| Activity |
Word for word, restate the entries below from their first line through the line that contains "The height and".

[[ Supplied material open ]]

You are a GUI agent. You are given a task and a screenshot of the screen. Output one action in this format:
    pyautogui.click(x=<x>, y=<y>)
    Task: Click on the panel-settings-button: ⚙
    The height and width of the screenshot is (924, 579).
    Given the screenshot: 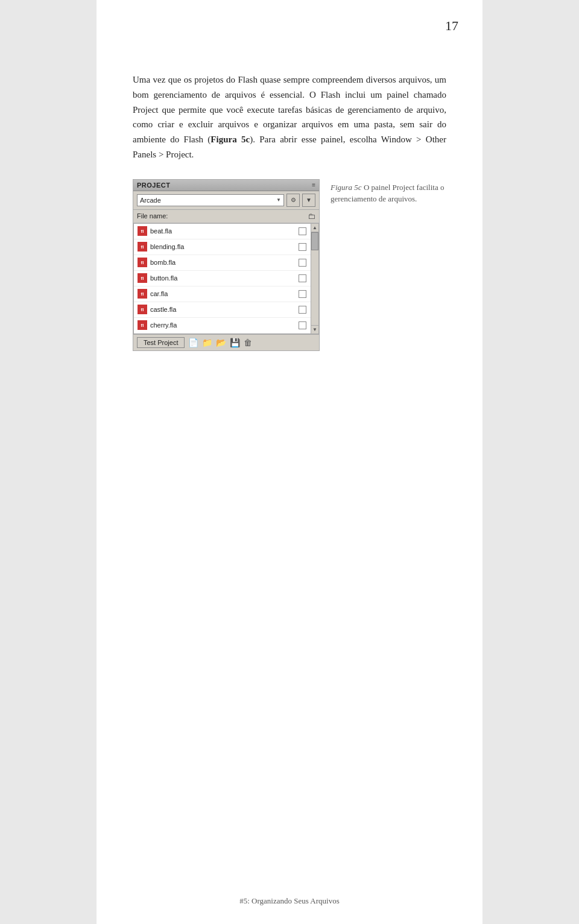 What is the action you would take?
    pyautogui.click(x=293, y=200)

[[ Supplied material closed ]]

| Exercise answer |
You are a GUI agent. You are given a task and a screenshot of the screen. Output one action in this format:
    pyautogui.click(x=<x>, y=<y>)
    Task: Click on the panel-settings-button: ⚙
    The height and width of the screenshot is (924, 579).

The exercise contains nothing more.